Henry Pember Smith was an American painter, best known for his depictions of country cottages and river scenes around Lyme and East Lyme, Connecticut, and paintings of the sea and shore in New Jersey, Rhode Island, and Cape Ann to Maine.

Joseph Dwight Strong, Jr. (1853–1899) was an American artist and illustrator, known for his paintings. He was active between 1870s until 1899, in the San Francisco Bay Area, Monterey, Kingdom of Hawaii, and Samoa.

Robert Templeton was an American artist. His work includes the civil rights collection "Lest we forget...Images of the Black Civil Rights Movement", highlighting seminal figures from the movement. Templeton painted the portrait of former President Jimmy Carter that is displayed in the Hall of presidents of the Smithsonian Institution's National Portrait Gallery.

Harry Ives Thompson was an American painter, known primarily for his portraits and rural scenes.

Nicholas A. Volpe was an American artist, noted for his portraits of Hollywood celebrities, presidents, sports figures, and other famous personalities. He is said to have painted more movie stars than any other artist in America.

Robert William Vonnoh was an American Impressionist painter known for his portraits and landscapes. He traveled extensively between the American East Coast and France, more specifically the artists colony Grez-sur-Loing.

Laura Wheeler Waring was an American artist and educator, best known for her paintings of prominent African Americans that she made during the Harlem Renaissance. She taught art for more than 30 years at Cheyney University in Pennsylvania.

Julian Alden Weir was an American impressionist painter and member of the Cos Cob Art Colony near Greenwich, Connecticut. Weir was also one of the founding members of "The Ten", a loosely allied group of American artists dissatisfied with professional art organizations, who banded together in 1898 to exhibit their works as a stylistically unified group.

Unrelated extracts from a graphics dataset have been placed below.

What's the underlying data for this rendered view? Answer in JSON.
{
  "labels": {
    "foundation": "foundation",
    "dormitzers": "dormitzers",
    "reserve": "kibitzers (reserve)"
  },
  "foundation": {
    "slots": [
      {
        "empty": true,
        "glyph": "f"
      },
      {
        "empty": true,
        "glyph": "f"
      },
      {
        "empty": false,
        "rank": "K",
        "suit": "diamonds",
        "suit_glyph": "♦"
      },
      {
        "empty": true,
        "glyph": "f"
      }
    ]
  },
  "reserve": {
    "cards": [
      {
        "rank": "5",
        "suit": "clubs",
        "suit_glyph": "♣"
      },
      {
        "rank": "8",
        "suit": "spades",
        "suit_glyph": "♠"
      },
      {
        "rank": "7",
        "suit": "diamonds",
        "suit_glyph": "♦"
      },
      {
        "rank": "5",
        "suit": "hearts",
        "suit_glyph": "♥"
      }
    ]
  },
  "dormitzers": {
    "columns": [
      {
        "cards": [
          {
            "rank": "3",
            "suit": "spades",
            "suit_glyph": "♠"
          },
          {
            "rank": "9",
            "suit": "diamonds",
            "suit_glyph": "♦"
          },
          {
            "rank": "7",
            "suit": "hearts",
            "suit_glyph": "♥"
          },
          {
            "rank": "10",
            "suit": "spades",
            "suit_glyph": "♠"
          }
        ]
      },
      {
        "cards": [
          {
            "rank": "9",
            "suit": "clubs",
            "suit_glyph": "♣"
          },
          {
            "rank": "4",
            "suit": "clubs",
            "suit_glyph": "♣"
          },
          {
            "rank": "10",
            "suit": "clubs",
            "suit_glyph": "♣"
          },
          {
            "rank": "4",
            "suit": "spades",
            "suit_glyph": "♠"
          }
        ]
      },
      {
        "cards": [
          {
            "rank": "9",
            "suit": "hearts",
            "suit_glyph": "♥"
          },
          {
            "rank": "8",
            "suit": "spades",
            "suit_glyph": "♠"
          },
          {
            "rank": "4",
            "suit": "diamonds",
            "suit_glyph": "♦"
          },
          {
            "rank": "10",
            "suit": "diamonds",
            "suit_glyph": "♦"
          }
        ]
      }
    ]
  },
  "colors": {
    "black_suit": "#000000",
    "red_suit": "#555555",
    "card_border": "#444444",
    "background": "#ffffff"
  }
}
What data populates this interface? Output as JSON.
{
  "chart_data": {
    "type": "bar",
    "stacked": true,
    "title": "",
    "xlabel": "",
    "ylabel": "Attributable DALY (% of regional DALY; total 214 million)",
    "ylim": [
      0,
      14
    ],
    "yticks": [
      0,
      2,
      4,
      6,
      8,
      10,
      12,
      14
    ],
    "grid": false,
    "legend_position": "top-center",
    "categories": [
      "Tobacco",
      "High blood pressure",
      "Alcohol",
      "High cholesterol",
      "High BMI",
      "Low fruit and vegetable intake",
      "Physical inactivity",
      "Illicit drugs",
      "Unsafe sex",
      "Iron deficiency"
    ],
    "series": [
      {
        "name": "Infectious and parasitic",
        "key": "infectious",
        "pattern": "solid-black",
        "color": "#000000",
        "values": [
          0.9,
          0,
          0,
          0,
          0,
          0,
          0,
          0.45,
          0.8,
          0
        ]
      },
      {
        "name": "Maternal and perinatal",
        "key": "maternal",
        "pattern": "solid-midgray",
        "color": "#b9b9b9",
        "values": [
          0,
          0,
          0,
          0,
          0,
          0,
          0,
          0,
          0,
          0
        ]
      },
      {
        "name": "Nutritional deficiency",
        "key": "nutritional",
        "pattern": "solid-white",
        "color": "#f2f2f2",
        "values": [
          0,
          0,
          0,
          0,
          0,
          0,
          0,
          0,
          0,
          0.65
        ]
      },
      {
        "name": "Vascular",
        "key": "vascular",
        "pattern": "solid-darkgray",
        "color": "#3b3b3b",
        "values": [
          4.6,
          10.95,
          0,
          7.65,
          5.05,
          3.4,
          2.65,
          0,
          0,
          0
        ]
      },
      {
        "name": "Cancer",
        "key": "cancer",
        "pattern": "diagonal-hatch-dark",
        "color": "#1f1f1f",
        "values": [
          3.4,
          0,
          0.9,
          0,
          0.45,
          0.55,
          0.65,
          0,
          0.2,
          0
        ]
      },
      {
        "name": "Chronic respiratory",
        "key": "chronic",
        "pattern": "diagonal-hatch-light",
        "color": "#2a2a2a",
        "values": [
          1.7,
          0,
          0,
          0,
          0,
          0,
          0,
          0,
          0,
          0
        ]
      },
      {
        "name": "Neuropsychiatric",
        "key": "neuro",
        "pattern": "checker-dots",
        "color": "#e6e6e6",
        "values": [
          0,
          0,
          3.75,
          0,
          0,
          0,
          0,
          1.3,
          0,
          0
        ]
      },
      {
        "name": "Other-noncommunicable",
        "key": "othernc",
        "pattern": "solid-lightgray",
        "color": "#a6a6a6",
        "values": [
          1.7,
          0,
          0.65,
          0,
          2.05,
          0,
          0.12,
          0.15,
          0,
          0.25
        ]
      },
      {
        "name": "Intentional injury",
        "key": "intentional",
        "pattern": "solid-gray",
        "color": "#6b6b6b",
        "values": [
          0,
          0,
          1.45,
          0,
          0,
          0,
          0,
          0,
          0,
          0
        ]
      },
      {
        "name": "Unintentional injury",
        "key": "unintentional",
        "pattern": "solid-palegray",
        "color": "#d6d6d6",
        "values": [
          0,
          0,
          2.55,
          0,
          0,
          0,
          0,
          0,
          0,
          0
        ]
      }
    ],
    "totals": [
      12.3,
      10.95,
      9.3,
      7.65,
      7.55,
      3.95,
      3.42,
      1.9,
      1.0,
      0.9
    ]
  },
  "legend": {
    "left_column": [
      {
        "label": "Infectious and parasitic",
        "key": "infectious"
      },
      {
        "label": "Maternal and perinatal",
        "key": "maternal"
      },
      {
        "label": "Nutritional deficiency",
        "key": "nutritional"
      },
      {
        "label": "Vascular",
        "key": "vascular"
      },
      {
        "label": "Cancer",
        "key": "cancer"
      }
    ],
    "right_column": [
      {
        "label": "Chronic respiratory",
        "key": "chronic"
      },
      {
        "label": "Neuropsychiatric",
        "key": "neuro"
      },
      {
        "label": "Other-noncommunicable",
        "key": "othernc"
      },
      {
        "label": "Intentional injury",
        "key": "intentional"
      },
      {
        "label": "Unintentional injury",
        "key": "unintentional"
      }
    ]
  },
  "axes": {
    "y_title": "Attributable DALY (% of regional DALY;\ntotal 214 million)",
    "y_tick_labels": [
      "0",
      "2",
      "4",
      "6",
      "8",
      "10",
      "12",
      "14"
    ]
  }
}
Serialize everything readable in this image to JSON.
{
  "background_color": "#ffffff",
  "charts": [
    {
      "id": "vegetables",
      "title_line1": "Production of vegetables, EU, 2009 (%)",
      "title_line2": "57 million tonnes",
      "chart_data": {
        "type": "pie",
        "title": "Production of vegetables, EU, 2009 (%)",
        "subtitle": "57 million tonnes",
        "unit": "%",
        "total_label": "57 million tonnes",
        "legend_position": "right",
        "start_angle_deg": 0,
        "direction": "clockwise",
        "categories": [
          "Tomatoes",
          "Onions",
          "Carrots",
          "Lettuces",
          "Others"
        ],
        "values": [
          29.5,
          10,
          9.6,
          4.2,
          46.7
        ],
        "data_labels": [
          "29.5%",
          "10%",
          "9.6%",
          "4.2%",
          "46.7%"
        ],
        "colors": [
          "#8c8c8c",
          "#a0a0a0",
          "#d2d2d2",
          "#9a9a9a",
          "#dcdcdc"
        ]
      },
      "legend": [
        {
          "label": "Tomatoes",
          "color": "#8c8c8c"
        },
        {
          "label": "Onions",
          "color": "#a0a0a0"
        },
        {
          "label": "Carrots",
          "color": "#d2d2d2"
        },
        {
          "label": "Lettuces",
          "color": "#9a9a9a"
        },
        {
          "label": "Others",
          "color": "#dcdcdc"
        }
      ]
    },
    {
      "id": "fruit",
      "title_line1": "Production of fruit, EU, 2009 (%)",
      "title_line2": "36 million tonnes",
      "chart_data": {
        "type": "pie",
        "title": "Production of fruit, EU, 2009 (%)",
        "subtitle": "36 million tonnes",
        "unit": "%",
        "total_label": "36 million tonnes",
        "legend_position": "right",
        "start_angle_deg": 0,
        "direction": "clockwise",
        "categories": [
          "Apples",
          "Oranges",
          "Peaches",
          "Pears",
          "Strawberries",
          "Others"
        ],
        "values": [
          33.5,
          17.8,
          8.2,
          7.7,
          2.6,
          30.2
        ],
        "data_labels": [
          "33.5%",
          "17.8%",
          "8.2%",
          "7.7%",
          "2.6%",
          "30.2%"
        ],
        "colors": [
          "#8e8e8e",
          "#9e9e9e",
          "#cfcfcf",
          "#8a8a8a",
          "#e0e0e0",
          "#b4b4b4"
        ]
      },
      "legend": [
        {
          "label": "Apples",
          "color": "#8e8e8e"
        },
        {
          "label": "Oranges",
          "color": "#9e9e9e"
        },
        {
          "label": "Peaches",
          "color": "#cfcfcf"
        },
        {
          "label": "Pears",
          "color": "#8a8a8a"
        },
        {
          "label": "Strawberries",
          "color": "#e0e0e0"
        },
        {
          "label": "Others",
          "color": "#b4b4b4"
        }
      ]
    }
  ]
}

Guy Carleton Wiggins NA was an American impressionist painter. He was the president of the Connecticut Academy of Fine Arts, and a member of the Old Lyme Art Colony. He did many paintings of New York City's snowy streets, landmarks and towering skyscrapers during winter.

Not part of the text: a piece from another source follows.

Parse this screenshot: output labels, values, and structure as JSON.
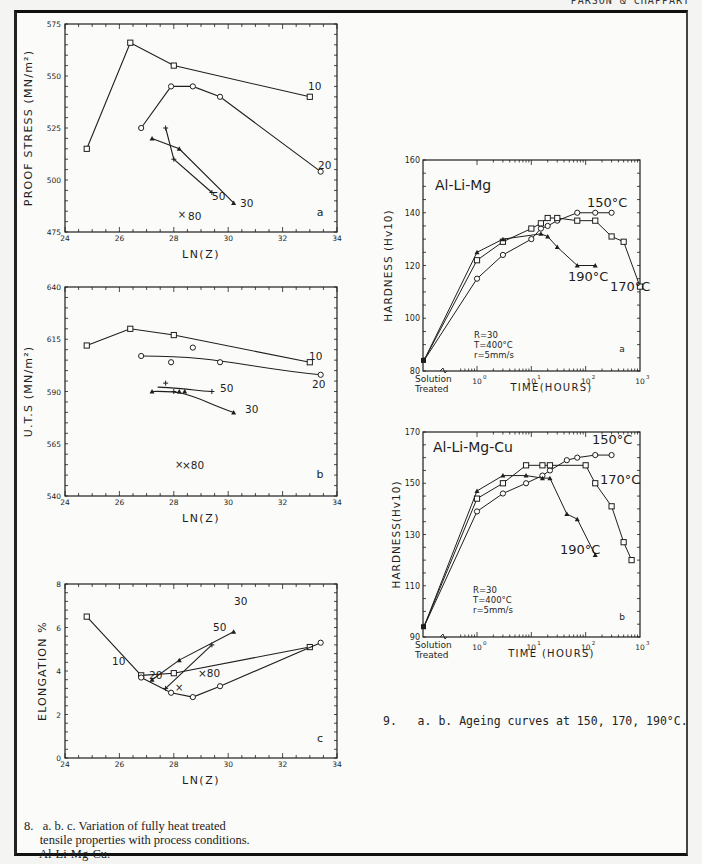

Thomas H. Willis (1850-1925) was an American painter who combined marine art, folk art, and needlework in his portraits of American and European sailing ships, steamers, and yachts. Willis was apparently born in Connecticut, and lived and worked in New York City for a manufacturer of embroidery thread. His works feature oil painted backgrounds, with vessels constructed of silk, velvet, and embroidery floss.

Nicholas Zalevsky — Ukrainian and American figurative painter. His works have been associated with Magic realism, Photorealism and Surrealism. He started his career as a Soviet Nonconformist Artist opposing the then dominant to Soviet Socialist realism. He had to create art in the underground. From 1991 he works out of West Hartford, Connecticut, USA, with regular visits to his native city.